Let's start, by defining the two primary movie modes: Pure, and Creative.
To appreciate this, it's important to understand the difference. Pure Cinema, is what its name implies. All the fancy features are turned off (such as Dynamic Gamma, Auto Black Stretch, Dynamic Iris etc.), and the lamp is on full power (as opposed to Low power or either of the two dimming lamp modes). In other words - "pure" performance, lacking dynamic enhancements. (In addition, the manual iris is closed down to almost maximum (-60, making for low lumen output).
Creative, on the other hand, is a mode with most of those image enhancing features turned on. The default settings have the Lamp on one of its auto dimming modes, the dynamic iris is on, as are the other dynamic features. Thus, Creative Cinema, is Pure Cinema plus everything fancy Sanyo could throw out the image to improve it. The manual iris is opened more than in Pure, using a -20 setting, which adds brightness.
Because the Auto lamp modes on the Sanyo projector are both dimmer than a setting of full lamp, and because the Dynamic iris modes are dimmer than Fixed iris, this tends to bring about dramatically varying differences in brightness depending on those settings.
We had to pay more attention to what makes sense, then simply concentrating on default settings.
Sanyo PLV-Z4000 Dynamic mode: Here's a case, in my opinion, where Sanyo wasn't logical, in setting up its defaults. I believe for most projector users, Dynamic mode (or whatever other names other manufacturers use), is expected to be the brightest mode, one that compromises maximum image quality (including color accuracy, etc.), in exchange for the maximum lumens to cut through ambient light.
I don't expect users to watch movies in Dynamic mode. On the other hand, it's great for Sports, and educational content (Discovery HD, Natl. Geographic channel, Science HD, History Channel HD, etc.), when the room is not fully darkened.
Here is the issue. You neither need nor want, a dynamic iris working for the majority of such content, with ambient light present, but Sanyo chose to have both Auto Lamp dimming and Dynamic Iris working in their default settings. If you don't have an ambient light issue, you don't need anywhere near the lumens that Dynamic offers, so one of the less bright, better image quality modes makes more sense.
In this case, the difference between having those extra "special features" operating or not, takes a rather dramatic toll on brightness.
With our preferred settings for Dynamic mode, Dynamic measures 873 lumens, not the 461 using Sanyo's defaults. That's about an 80% increase!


TASK DETAILS :: The answer must be one number: how many lines in the data below include the string "Gestational".

[Opening SOURCE INFORMATION section]

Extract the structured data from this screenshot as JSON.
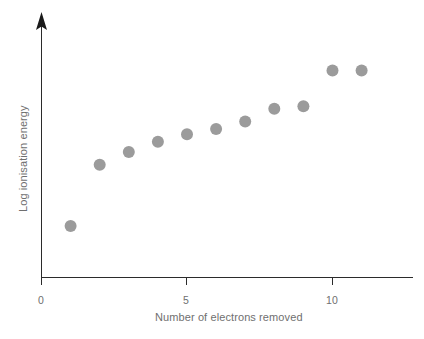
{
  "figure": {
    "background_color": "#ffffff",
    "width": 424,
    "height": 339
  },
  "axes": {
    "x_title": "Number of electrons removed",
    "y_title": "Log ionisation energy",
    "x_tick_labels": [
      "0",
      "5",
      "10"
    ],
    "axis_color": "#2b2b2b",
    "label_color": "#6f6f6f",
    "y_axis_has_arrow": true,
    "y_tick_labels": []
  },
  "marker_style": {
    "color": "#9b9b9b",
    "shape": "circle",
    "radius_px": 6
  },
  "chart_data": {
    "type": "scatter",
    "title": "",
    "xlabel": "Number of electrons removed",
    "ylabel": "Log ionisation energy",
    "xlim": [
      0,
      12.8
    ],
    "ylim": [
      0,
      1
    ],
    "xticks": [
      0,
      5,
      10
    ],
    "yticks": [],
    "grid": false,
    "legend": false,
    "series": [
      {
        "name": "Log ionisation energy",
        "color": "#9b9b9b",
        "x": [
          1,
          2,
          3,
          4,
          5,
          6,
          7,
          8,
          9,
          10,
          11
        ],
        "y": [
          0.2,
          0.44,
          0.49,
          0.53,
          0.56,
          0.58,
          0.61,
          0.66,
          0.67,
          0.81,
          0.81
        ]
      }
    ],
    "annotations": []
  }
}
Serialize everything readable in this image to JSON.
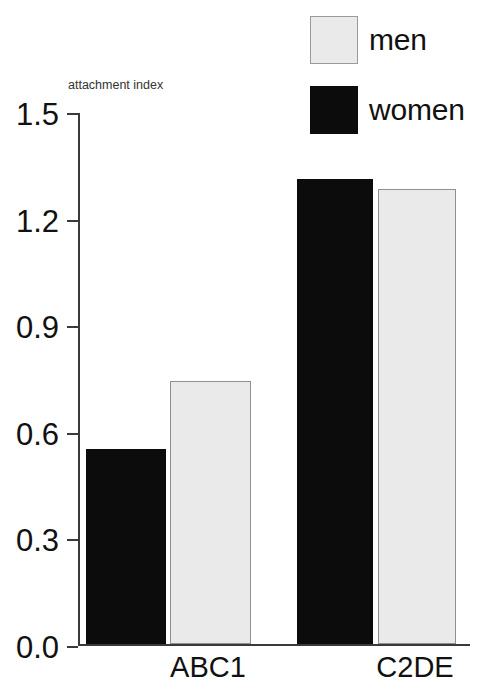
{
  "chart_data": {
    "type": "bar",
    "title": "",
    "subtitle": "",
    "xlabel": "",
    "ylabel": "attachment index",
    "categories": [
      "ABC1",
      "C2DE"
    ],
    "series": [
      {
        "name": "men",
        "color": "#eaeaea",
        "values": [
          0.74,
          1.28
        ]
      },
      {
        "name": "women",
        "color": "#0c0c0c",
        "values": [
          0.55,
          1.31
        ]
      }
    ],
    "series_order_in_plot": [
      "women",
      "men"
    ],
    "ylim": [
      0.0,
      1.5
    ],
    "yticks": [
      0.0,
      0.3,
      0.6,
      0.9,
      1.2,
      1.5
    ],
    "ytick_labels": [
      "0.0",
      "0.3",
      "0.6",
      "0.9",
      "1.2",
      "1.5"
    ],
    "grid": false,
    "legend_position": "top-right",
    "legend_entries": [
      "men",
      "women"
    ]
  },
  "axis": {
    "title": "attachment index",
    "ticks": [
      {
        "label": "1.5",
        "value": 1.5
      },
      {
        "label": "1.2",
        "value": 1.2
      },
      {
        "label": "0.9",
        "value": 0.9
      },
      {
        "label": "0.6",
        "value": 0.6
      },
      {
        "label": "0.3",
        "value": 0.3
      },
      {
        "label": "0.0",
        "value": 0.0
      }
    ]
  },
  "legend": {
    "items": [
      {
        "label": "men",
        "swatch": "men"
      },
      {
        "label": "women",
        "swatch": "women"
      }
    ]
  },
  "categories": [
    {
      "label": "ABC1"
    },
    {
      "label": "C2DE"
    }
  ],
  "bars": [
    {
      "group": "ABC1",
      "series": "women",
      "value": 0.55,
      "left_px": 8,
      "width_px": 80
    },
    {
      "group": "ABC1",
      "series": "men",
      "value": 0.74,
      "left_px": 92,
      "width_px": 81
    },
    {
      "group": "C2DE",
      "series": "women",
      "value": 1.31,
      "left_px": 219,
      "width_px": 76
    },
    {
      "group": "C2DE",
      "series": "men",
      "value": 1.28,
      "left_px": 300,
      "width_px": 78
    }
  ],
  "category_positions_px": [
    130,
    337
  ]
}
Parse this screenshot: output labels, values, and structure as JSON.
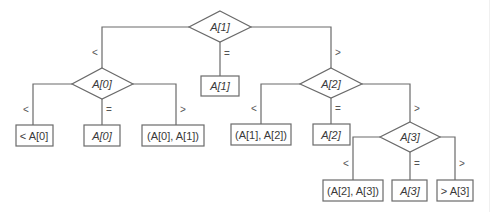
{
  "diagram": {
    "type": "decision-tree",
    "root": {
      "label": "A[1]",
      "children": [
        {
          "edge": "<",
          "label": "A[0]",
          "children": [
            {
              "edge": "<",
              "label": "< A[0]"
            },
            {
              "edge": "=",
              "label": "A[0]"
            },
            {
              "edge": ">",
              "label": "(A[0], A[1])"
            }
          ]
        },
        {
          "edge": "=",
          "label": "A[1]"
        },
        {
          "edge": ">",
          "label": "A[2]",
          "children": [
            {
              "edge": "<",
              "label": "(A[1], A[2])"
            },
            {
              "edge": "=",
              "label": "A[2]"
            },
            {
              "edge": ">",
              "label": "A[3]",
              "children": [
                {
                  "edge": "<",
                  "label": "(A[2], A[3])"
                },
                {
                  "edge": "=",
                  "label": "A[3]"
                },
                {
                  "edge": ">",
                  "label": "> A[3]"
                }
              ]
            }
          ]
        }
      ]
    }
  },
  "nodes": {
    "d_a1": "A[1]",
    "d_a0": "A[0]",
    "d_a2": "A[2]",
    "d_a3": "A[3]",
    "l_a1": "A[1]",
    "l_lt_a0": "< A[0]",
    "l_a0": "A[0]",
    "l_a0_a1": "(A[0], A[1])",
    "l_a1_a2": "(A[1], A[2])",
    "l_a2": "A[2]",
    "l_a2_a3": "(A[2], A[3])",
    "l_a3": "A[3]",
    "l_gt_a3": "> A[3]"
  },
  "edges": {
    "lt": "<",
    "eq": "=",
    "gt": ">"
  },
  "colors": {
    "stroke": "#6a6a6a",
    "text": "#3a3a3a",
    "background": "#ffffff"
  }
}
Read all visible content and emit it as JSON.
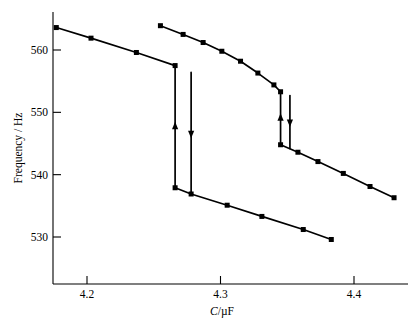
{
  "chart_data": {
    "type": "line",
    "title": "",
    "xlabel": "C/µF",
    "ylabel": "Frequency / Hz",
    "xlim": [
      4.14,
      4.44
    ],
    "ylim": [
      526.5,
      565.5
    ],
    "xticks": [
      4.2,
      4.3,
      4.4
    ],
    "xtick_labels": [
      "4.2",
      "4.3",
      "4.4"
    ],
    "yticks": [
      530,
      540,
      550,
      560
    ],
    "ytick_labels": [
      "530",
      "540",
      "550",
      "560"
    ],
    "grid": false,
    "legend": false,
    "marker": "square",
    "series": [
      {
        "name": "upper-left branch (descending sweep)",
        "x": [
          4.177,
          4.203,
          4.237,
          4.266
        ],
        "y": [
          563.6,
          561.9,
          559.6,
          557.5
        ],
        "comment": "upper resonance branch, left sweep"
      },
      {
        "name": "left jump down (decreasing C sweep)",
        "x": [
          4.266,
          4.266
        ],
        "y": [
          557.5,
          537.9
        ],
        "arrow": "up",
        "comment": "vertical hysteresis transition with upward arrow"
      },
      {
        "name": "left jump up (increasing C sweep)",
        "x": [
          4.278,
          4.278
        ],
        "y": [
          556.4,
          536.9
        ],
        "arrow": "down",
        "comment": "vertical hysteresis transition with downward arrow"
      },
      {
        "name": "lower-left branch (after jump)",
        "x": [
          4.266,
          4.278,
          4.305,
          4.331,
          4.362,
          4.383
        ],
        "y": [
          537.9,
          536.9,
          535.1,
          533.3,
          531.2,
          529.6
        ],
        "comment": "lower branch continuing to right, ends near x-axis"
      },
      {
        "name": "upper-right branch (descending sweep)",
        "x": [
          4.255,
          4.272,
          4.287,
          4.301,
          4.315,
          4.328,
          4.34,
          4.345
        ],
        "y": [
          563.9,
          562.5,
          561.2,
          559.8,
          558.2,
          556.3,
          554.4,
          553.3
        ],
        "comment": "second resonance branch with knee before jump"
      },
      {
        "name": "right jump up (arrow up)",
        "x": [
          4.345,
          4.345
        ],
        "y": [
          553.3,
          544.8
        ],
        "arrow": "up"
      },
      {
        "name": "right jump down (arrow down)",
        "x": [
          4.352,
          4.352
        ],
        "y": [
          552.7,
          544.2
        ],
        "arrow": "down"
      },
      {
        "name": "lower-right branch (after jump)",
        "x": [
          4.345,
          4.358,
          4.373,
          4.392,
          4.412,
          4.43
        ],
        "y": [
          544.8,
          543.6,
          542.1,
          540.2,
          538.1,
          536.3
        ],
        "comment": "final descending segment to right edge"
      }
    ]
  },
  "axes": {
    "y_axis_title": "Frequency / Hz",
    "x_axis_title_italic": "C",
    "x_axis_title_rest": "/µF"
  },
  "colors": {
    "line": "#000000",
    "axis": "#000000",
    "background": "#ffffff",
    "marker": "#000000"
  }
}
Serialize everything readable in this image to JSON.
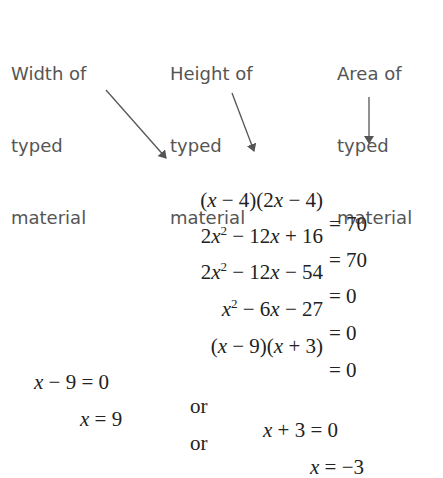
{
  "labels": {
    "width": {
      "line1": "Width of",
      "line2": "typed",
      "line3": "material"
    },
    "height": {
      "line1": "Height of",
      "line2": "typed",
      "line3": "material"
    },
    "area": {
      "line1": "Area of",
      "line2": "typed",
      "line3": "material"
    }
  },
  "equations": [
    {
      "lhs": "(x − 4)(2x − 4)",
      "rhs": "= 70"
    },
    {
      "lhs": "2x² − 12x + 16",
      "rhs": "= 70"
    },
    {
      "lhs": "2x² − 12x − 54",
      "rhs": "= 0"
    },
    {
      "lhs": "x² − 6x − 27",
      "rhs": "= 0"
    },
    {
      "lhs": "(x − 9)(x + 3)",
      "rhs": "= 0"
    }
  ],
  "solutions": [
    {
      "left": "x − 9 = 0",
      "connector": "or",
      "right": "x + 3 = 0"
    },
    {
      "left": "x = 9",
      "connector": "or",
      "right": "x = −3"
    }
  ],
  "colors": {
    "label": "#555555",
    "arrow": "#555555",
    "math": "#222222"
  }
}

[Closing SOURCE INFORMATION section]
[Opening SOURCE INFORMATION section]

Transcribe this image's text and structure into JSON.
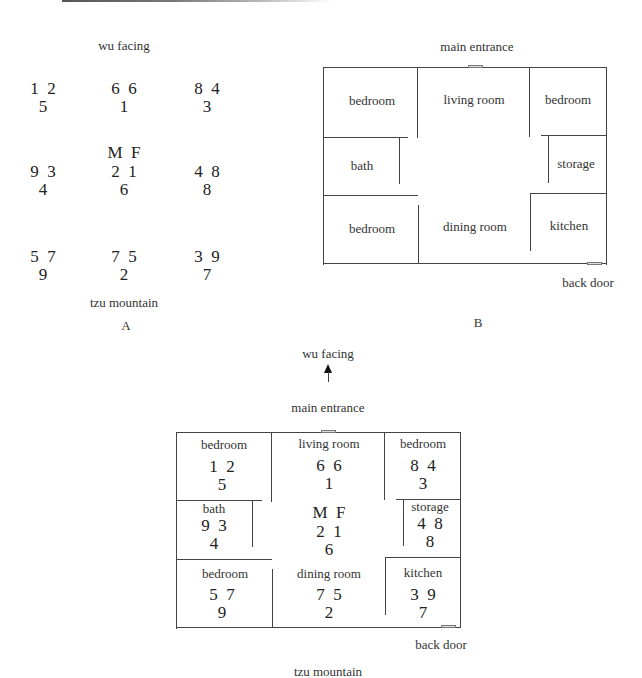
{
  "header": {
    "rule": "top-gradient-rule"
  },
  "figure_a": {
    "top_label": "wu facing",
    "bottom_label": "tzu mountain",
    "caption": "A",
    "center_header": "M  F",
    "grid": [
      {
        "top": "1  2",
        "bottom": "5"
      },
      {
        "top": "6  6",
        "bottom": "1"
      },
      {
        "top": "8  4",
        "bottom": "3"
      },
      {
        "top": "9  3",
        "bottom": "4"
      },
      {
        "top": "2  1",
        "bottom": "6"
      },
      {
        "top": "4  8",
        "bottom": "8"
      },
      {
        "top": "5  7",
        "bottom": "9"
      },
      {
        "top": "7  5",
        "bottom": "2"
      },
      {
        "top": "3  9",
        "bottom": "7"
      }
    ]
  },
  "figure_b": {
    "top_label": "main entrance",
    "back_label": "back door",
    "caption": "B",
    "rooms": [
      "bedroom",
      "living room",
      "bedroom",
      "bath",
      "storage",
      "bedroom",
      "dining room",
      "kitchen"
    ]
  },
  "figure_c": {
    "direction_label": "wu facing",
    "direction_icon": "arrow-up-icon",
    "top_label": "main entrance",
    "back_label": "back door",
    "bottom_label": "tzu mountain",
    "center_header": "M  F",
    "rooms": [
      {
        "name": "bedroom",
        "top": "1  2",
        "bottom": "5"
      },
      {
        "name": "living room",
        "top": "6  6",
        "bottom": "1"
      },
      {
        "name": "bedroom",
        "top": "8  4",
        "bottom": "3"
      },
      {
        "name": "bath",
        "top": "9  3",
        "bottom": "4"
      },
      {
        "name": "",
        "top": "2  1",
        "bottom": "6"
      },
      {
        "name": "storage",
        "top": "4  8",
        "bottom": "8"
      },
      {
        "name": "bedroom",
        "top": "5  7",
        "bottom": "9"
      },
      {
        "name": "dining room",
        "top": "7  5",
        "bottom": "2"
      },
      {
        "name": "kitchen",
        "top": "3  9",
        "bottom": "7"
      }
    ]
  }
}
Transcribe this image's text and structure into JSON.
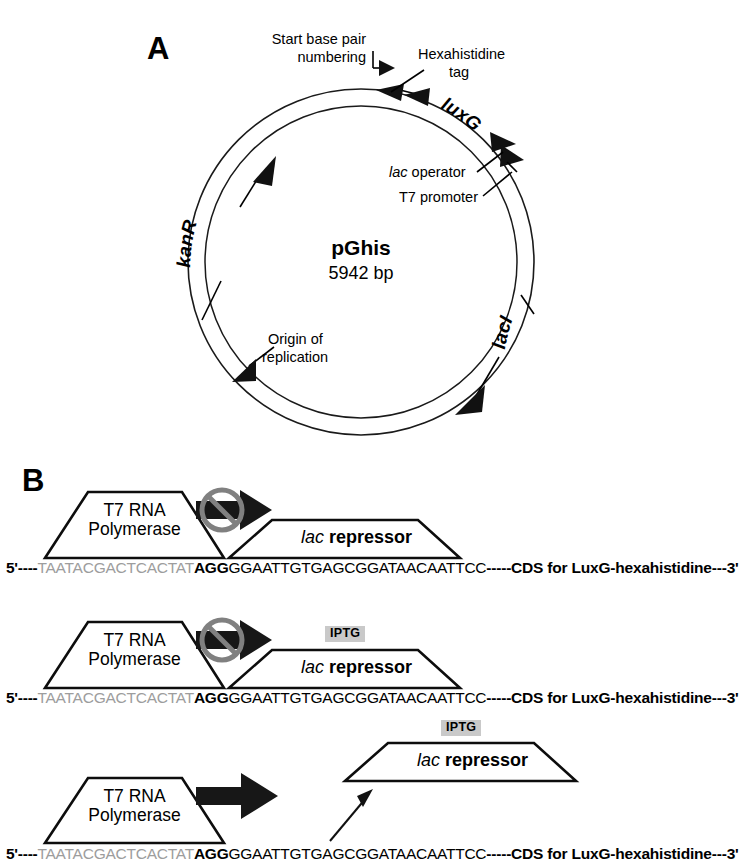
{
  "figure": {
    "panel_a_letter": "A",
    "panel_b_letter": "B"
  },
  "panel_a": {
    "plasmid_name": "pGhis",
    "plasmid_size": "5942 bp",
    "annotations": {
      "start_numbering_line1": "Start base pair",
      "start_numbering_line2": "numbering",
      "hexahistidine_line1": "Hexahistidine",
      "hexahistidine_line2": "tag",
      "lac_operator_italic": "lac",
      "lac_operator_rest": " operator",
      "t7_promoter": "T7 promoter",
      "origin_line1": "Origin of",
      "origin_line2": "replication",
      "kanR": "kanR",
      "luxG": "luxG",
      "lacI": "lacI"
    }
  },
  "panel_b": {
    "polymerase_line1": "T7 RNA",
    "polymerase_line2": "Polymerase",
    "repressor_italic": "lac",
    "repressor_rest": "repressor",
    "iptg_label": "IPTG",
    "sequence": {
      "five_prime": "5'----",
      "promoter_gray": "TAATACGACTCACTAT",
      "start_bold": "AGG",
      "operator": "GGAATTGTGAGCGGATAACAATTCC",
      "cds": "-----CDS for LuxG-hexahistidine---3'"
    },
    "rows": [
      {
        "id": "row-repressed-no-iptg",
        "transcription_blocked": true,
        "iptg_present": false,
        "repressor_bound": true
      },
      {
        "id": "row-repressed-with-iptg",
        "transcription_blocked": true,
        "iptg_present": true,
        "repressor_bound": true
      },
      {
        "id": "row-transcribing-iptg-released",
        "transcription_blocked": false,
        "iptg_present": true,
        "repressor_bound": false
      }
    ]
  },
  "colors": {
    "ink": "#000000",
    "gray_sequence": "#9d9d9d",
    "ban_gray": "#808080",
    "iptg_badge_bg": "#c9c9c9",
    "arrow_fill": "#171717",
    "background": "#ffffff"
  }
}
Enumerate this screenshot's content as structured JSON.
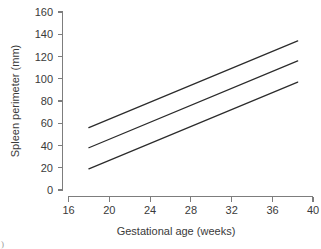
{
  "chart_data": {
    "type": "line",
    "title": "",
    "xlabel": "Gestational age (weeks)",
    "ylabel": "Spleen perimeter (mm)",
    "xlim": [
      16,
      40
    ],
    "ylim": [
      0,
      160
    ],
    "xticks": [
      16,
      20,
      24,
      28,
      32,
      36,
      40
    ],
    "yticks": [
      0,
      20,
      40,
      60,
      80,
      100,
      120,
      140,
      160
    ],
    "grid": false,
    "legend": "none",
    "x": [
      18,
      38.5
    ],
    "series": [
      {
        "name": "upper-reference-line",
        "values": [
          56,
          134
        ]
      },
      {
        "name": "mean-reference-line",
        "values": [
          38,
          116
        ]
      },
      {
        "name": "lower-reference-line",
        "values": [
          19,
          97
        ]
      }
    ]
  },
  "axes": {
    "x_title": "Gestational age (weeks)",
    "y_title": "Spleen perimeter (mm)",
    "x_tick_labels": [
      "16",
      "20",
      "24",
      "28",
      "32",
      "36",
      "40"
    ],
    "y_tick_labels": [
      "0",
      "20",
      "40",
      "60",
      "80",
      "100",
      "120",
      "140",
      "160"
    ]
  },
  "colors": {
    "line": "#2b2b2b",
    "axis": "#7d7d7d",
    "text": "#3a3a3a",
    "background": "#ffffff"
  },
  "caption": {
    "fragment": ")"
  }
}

[Closing SOURCE INFORMATION section]

FINISHED EXERCISE :: 2